Warren again on Friday demanded that he pledge to refrain from profiting from litigation against any entity regulated by the department for four years after leaving the post.

“It’s also critical that the revised ethics agreement ensures that he cannot use his role as health secretary to open the floodgates to more anti-vaccine litigation and then cash in after he leaves office,” Warren wrote in a statement.

After this week’s back-to-back confirmation hearings, it will be up to the Senate Finance Committee to decide whether to send Kennedy’s nomination to the floor for a full vote. One influential Republican and committee member, Sen. Bill Cassidy of Louisiana, is clearly agonizing over how to vote. A committee vote is likely next week.

If Cassidy, who is a physician, votes against Kennedy and no Democrats vote for him, Republican leaders might have to use a procedural tactic to send the nomination forward.
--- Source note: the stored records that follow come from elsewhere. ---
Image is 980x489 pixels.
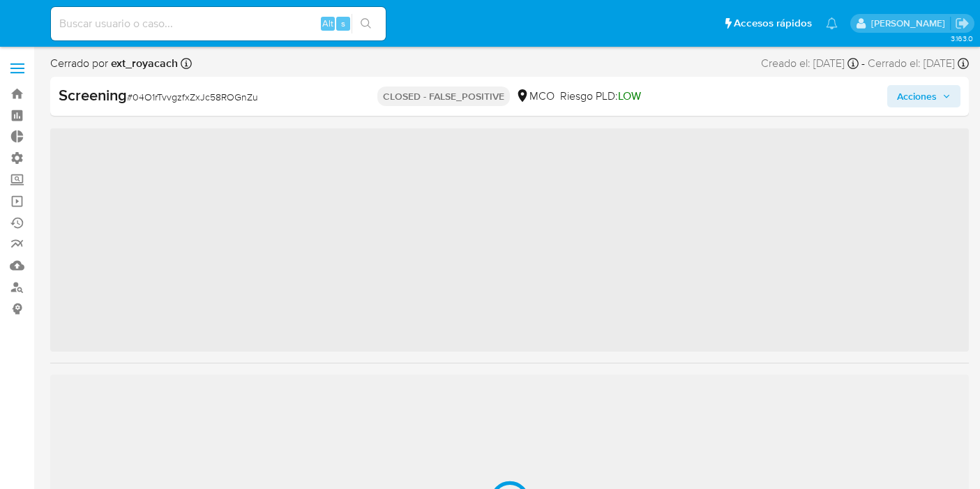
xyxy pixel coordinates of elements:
[897,85,936,107] span: Acciones
[127,90,258,104] span: # 04O1rTvvgzfxZxJc58ROGnZu
[377,86,510,106] p: CLOSED - FALSE_POSITIVE
[871,17,950,30] p: igor.oliveirabrito@mercadolibre.com
[955,16,970,31] a: Salir
[50,128,969,352] span: ‌
[59,84,127,106] b: Screening
[351,14,380,33] button: search-icon
[341,17,346,30] span: s
[618,88,641,104] span: LOW
[868,56,969,71] div: Cerrado el: [DATE]
[887,85,961,107] button: Acciones
[51,15,386,33] input: Buscar usuario o caso...
[50,56,178,71] span: Cerrado por
[761,56,859,71] div: Creado el: [DATE]
[734,16,812,31] span: Accesos rápidos
[322,17,333,30] span: Alt
[861,56,865,71] span: -
[108,55,178,71] b: ext_royacach
[560,89,641,104] span: Riesgo PLD:
[826,18,838,29] a: Notificaciones
[516,89,555,104] div: MCO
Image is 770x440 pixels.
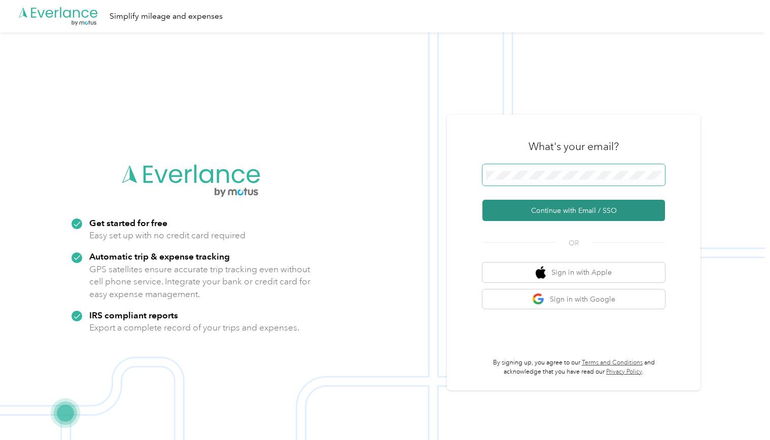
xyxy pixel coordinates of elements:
p: GPS satellites ensure accurate trip tracking even without cell phone service. Integrate your bank... [89,263,311,301]
h3: What's your email? [528,139,619,154]
a: Terms and Conditions [582,359,642,367]
p: By signing up, you agree to our and acknowledge that you have read our . [482,358,665,376]
button: Continue with Email / SSO [482,200,665,221]
img: google logo [532,293,545,306]
button: google logoSign in with Google [482,290,665,309]
img: apple logo [535,266,546,279]
strong: Automatic trip & expense tracking [89,251,230,262]
div: Simplify mileage and expenses [110,10,223,23]
a: Privacy Policy [606,368,642,376]
p: Easy set up with no credit card required [89,229,245,242]
p: Export a complete record of your trips and expenses. [89,321,299,334]
strong: IRS compliant reports [89,310,178,320]
span: OR [556,238,591,248]
button: apple logoSign in with Apple [482,263,665,282]
strong: Get started for free [89,218,167,228]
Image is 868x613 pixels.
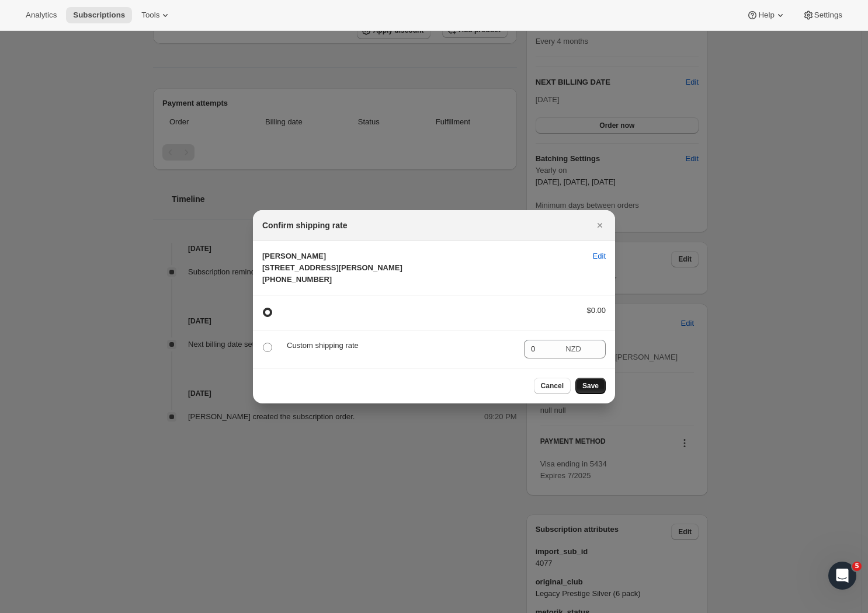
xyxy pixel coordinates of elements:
[287,339,515,351] p: Custom shipping rate
[591,217,608,234] button: Close
[565,344,581,353] span: NZD
[852,562,861,571] span: 5
[593,251,606,262] span: Edit
[795,7,849,23] button: Settings
[575,378,606,394] button: Save
[262,251,403,284] span: [PERSON_NAME] [STREET_ADDRESS][PERSON_NAME] [PHONE_NUMBER]
[534,378,570,394] button: Cancel
[134,7,178,23] button: Tools
[582,381,598,390] span: Save
[541,381,564,390] span: Cancel
[18,7,64,23] button: Analytics
[586,247,613,265] button: Edit
[262,219,347,231] h2: Confirm shipping rate
[828,562,856,589] iframe: Intercom live chat
[26,11,57,20] span: Analytics
[141,11,159,20] span: Tools
[758,11,774,20] span: Help
[73,11,125,20] span: Subscriptions
[587,306,606,314] span: $0.00
[739,7,792,23] button: Help
[66,7,132,23] button: Subscriptions
[814,11,842,20] span: Settings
Other Republicans, including Sen. Mitch McConnell, a polio survivor and the former Republican leader, also seem uneasy with Kennedy. In a closely divided Senate, Kennedy can afford to lose only three votes if he is to win final confirmation.

Kennedy, a former environmental lawyer and part of a team of lawyers who won a $289 million judgment against agricultural giant Monsanto, has spoken in the past about his belief that change cannot be made through legislation, but by legal court challenge.

“You can’t do it through Congress, but you can do it by generating enough really high-quality, good-quality science that so that the attorneys can come in and do it, and it’s the market fixing the problem rather than government,” he said on a podcast during his 2024 presidential campaign.

Ethics rules bar government officials from personally benefiting from their decisions and prohibit certain sharing of wealth with a spouse or a minor child. No such prohibition extends to adult children in those laws and regulations.

Democrats expect to ask follow-up questions to get clarification on a small number of Kennedy’s answers, according to two Democratic aides.

For instance, in his response about the settlement involving inappropriate behavior, Kennedy did not disclose the names of anyone involved in the settlement or settlements. Kennedy will most likely be pressed for additional details.

Kennedy was accused of sexual harassment and assault in the 1990s by Eliza Cooney, who was hired as a part-time babysitter by his family and worked with him when he taught at Pace University. At Thursday’s hearing before the Senate Committee on Health, Education, Labor and Pensions, Sen. Patty Murray, D-Wash., asked Kennedy about the incident.

“When you were confronted about this accusation, you said you were, quote, not a church boy and that you, quote, have so many skeletons in my closet. You then texted Miss Cooney an apology and indicated you had no memory of what you described,” Murray said, asking pointedly whether he had made sexual advances.

“No, I did not,” Kennedy said, without offering information to substantiate his claim. He added that the account had been debunked. Murray asked why he had apologized. “I apologized for something else,” he replied.

(In the text, whose contents were reported by news organizations including The New York Times in July, Kennedy wrote, “I have no memory of this incident, but I apologize sincerely for anything I ever did that made you feel uncomfortable or anything I did or said that offended you or hurt your feelings.”)

Murray pressed on, asking Kennedy if there were “any other instances where you have made sexual advances toward an individual without their consent? Just yes or no.”

“No,” Kennedy replied.

In the answers he submitted Friday, he did not specify the type of settlement he had reached or the nature of the “misconduct or inappropriate behavior” of which he was accused. In an email statement to The Times on Friday, Murray recalled the exchange over the babysitter and said that Kennedy was “patently unfit” to lead the Department of Health and Human Services.

“His answers to the finance committee are deeply troubling — the American people deserve answers, and senators must have them before a vote is held on his nomination,” the statement said.